A Parthian noblewoman

This is a story from the Parthian Empire, but the earliest written version that we still have is by the Islamic poet Gorgani, about 1050 AD:

King Mobad of Marv saw the beautiful Queen Shahru, and asked her to marry him, but she was already married. Instead, Queen Shahru promised to send King Mobad her daughter to marry, if she had one. So when her baby Vis was born, Queen Shahru sent Vis to the court of King Mobad, and Vis grew up there with Mobad’s younger brother Ramin, who was about the same age. When Vis was a teenager, they sent her back to her mother to get ready to be married.

A Parthian nobleman

A Parthian nobleman

But when Vis got home, Queen Shahru had forgotten her promise, and she made Vis marry her own brother, Viru, instead. When King Mobad’s sons found out, there was a battle, and Vis’s father the king was killed. Vis reluctantly agreed to go with Ramin, who would take her to King Mobad to be married to him, but on the way there, Ramin fell in love with her, and with some help from her servant, Vis fell in love with him too.

When King Mobad found out that Vis and Ramin were in love, he ordered Vis to pass a test to prove that she was faithful to him: she would have to walk through fire, and if the fire burned her, that would show she had been unfaithful. But instead, Ramin and Vis ran away together. Finally King Mobad and Ramin’s mother made peace, and Ramin and Vis came back to the city of Merv, and Vis married King Mobad.

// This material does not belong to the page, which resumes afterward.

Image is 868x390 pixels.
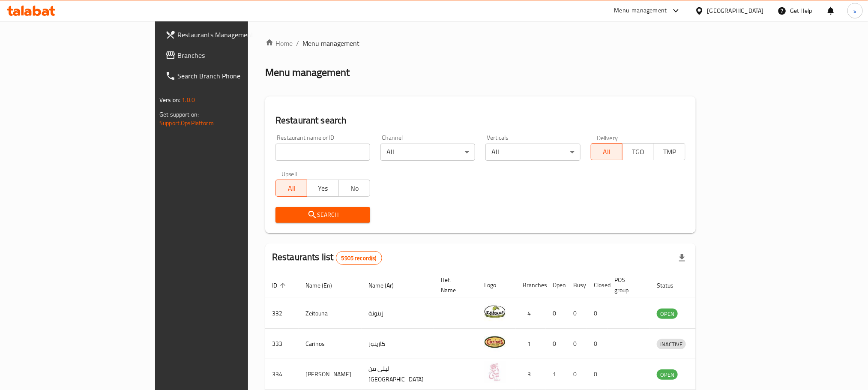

King Mobad and Ramin went off together to fight the Romans. When Ramin was wounded, he went home and got together with Vis again. But when King Mobad got home, Ramin had to run away again. Now Ramin gave up on Vis and married another woman, Gol. Vis begged Ramin to come back, and finally they did get back together again. The story has a happy ending when King Mobad was killed hunting boar, and his younger brother Ramin became the king, with Vis as his wife, and they lived happily ever after.

Compare this story to the European story of Tristan and Isolde. Do you think they both come from some older Indo-European stories, from before the Indo-Europeans left Central Asia?

Another story: Sohrab and Rustem
The Ramayana – a similar Indian story

Bibliography and further reading about Vis and Ramin:

The City of Rainbows: A Tale from Ancient Sumer, by Karen Foster (1999). For kids, a great story from the University of Pennsylvania Museum. Two kings fight, and Ishtar settles it.

Gilgamesh the KingThe Revenge of Ishtar, and The Last Quest of Gilgamesh by Ludmilla Zeman (1998-9). This is a set of three kids’ books that retell the story of the Epic of Gilgamesh in an age-appropriate way. Lovely pictures.

For information about the invention of writing and the alphabet, check these out:

Writing in Ancient Phoenicia, and Writing in Ancient Mesopotamia, by Jil Fine (2003). Easy reading.

The Invention of Cuneiform: Writing in Sumer, by Jean-Jacques Glassner, Marc Van De Mieroop, and Zainab Bahrani (2003).

Language Visible : Unraveling the Mystery of the Alphabet from A to Z, by David Sacks (2003). The history of the invention of our own alphabet.